I asked Facebook peeps I know if any man still does this sort of thing.

Kevin, a gay man, told me he “only does it to guys,” but when I asked if it was charming, he replied, “not at all.”

“Not any men with any sense,” Jeff told me when asked if dudes still do this. “Maybe you could pull it off if you’re an Italian man in his 70s who speaks very little English and is wearing an impeccably tailored suit and a silk ascot. Otherwise no.” Then he added: “I forgot to mention that it needs to be a checked suit.”

Nancy said it was creepy.

“I knew a girl at university who would always extend her hand to be kissed by all genders,” Rachel told me. “But she was an asshole.”

Jerry offered this nugget:

I kiss hands, man or woman, I do a shake and kiss followed by a pat in the same spot that I kissed. Some people don’t mind, other grab their hand sanitizer and slap it on immediately. Guys are the most creeped out, and usually draw their hands back pretty quickly. Silly homophobes. It’s a classic gesture, I’m not trying to bend you over and rail you. Most women find it charming and usually do that thing where they put their hand on their chest like they are in disbelief then do the hair tuck behind their ear. Only been slapped once and it was totally my fault. She had some jelly on her hand and I tried to lick it. It was a big misunderstanding and we laughed about it afterwards.

Tom told me a story about Jan Karski, a Polish resistance fighter from WW2 who was fond of the gesture:

Jan Karski was a hand kisser. Properly delivered, the gesture was a very light brush, almost an air-kiss. The license for any human to do it expired at his death in 2000.

I should tell that to my friend, who is an Italian American from Philly and probably the only person I know who hand-kisses a variety of women upon greeting without any weird motive. I asked him what the deal was.

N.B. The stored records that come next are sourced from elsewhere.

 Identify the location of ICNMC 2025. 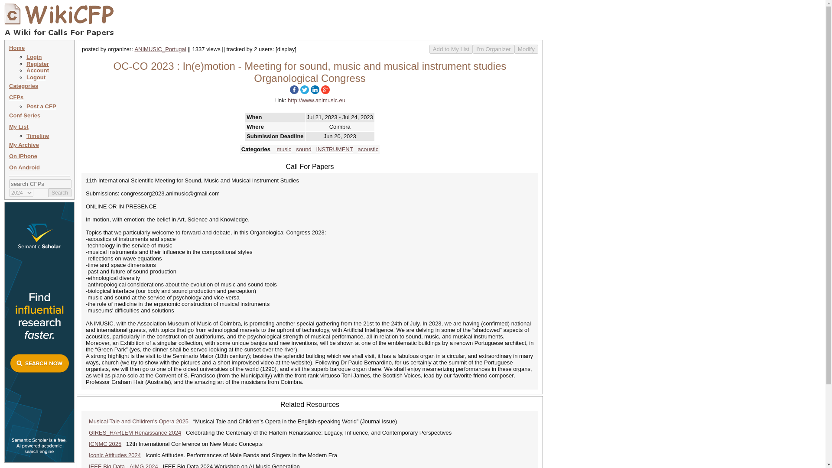
(105, 444).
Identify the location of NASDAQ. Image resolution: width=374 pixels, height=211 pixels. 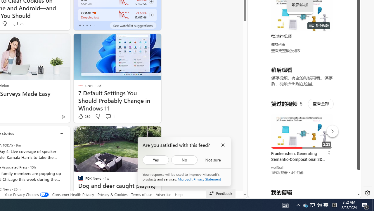
(94, 13).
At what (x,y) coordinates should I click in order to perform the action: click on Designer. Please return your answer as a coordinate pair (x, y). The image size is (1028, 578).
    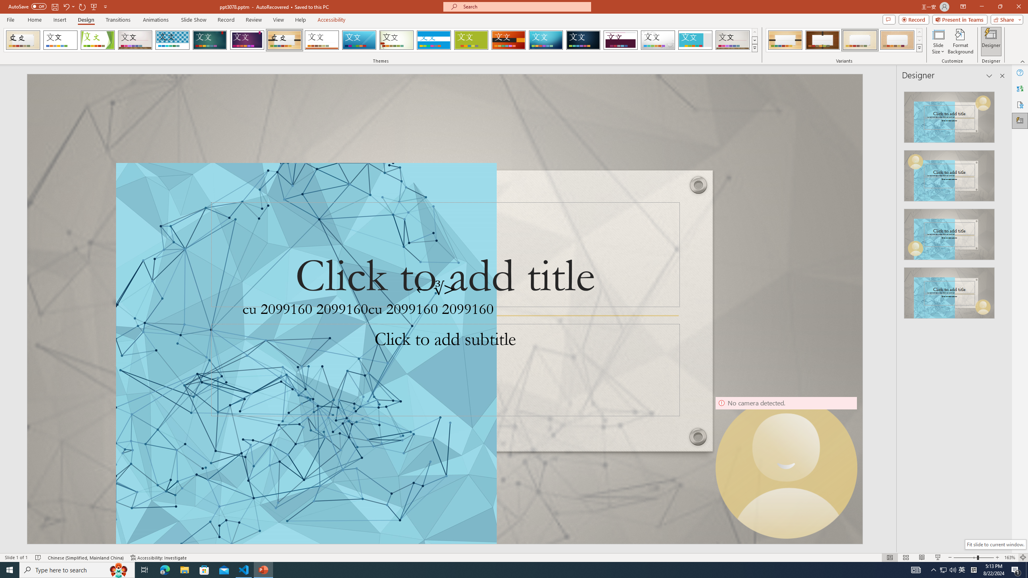
    Looking at the image, I should click on (1020, 120).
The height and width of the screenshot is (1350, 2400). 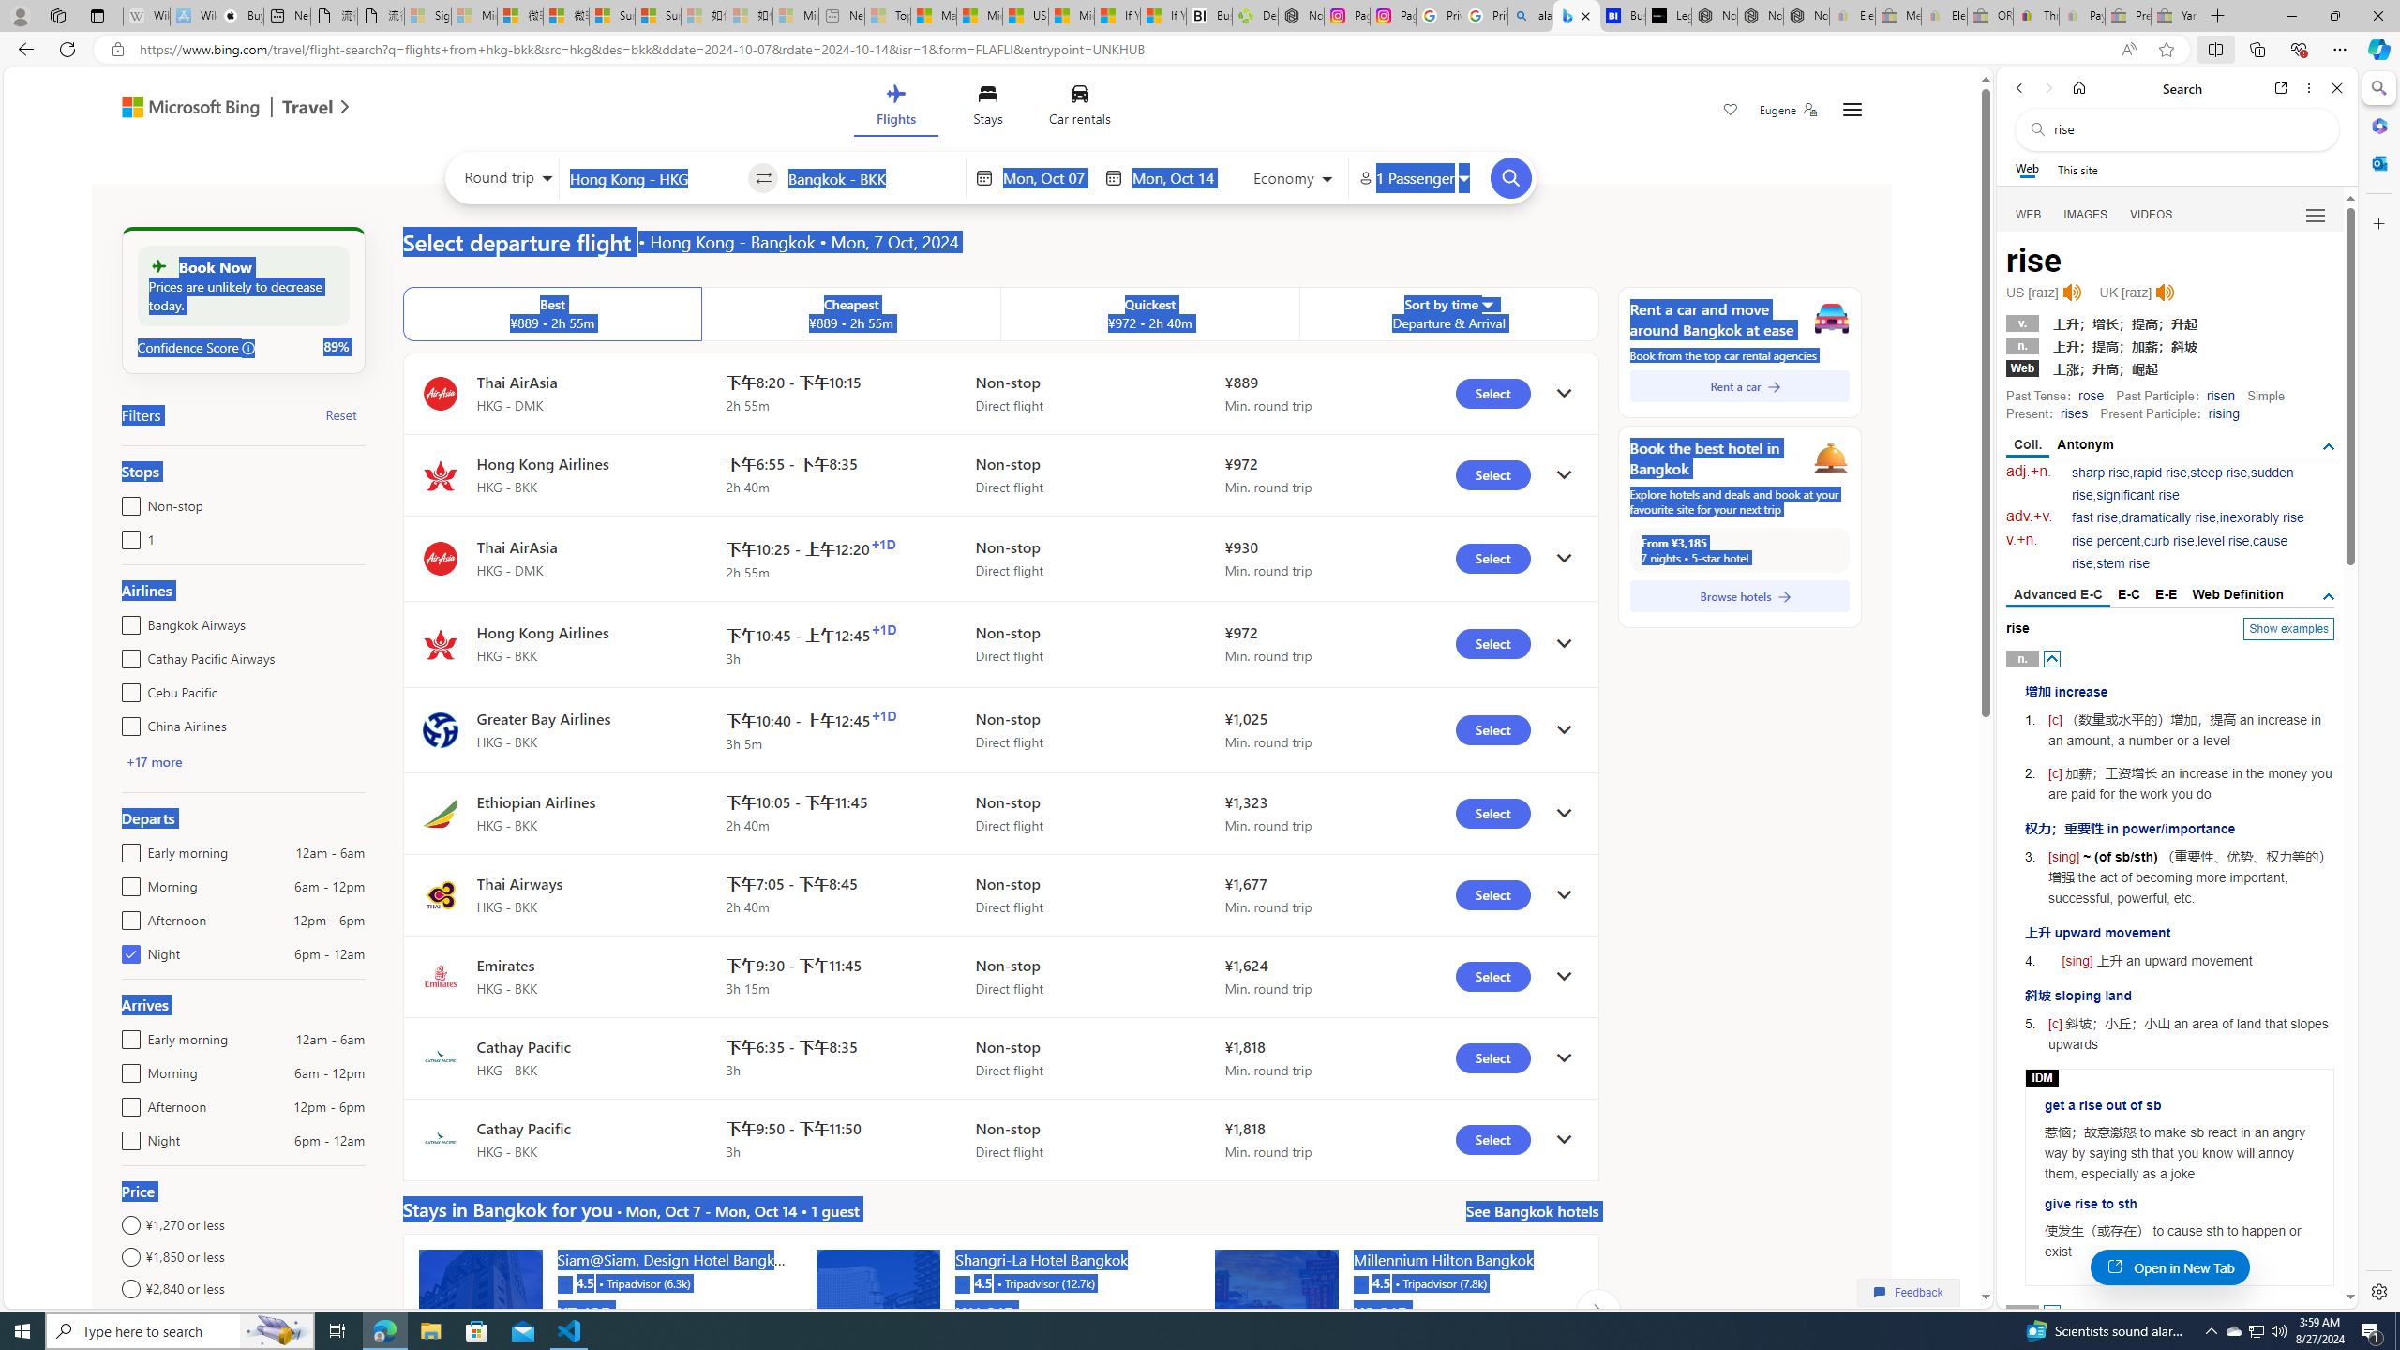 I want to click on sharp rise, so click(x=2101, y=472).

“Let me start by saying that not every man can pull this gesture off without seeming like a fedora wearing ‘nice

guy,’” he explains. “I have no idea where I picked it up, but you know me and the milieu from which I’ve emerged, Northeast ethnic, so that probably has a lot to do with it.”

He said it’s definitely not something he does a lot, but he does when he feels it’s appropriate, while conceding that the only person who can really qualify its appropriateness is the woman on the receiving end.

“The only reaction I’ve ever received is neutral or a smile and a blush,” he said. “Older women seem to really like it, and middle-aged Mexican women. I’m not making any generalizations, that’s just been my individual experience.”

That’s the thing about gender roles we’ve only just begun to sort of accept, and which can make it so extremely fraught: It’s not a one-size-fits-all situation. Gender roles have always felt a bit like an ill-fitting costume to me. Some people wear it well, but when you feel forced into wearing it or else, it easily becomes a straitjacket. Once I figured out I could pick the parts of the costume I liked, and even some from the other side, and wear them when I pleased and how I pleased, I realized it could just be dress-up. For me, that was liberating, but I never get on too well with anyone who doesn’t see it this way.

Which is why I’m able to see some of the gender performance as perfectly silly and enjoyable, because I don’t actually think of it as an internalized identity, and I’m not interested in whether the other person does anyway. Old-fashioned isn’t always bad, either, provided it doesn’t come with thinking women ought not vote. So when I’ve been hand-kissed, provided it’s by a dude I know realizes I can probably run circles around him in debate, I find it corny and amusing. I’m also relieved that I don’t have to worry about whether it would offend someone since I’m never going to do it to someone else.

So I asked my friend if he thought of it is as old-fashioned or what to kiss a woman’s hand. “A little bit,” he said. “But not performatively so, like fucking mustache wax on a hipster or something.”

Which begs the question, then. In an era of such fraught gendered choices with such seemingly high stakes, what could possibly be the payoff for a man willing to risk doing it? “A smile and a blush!” he said.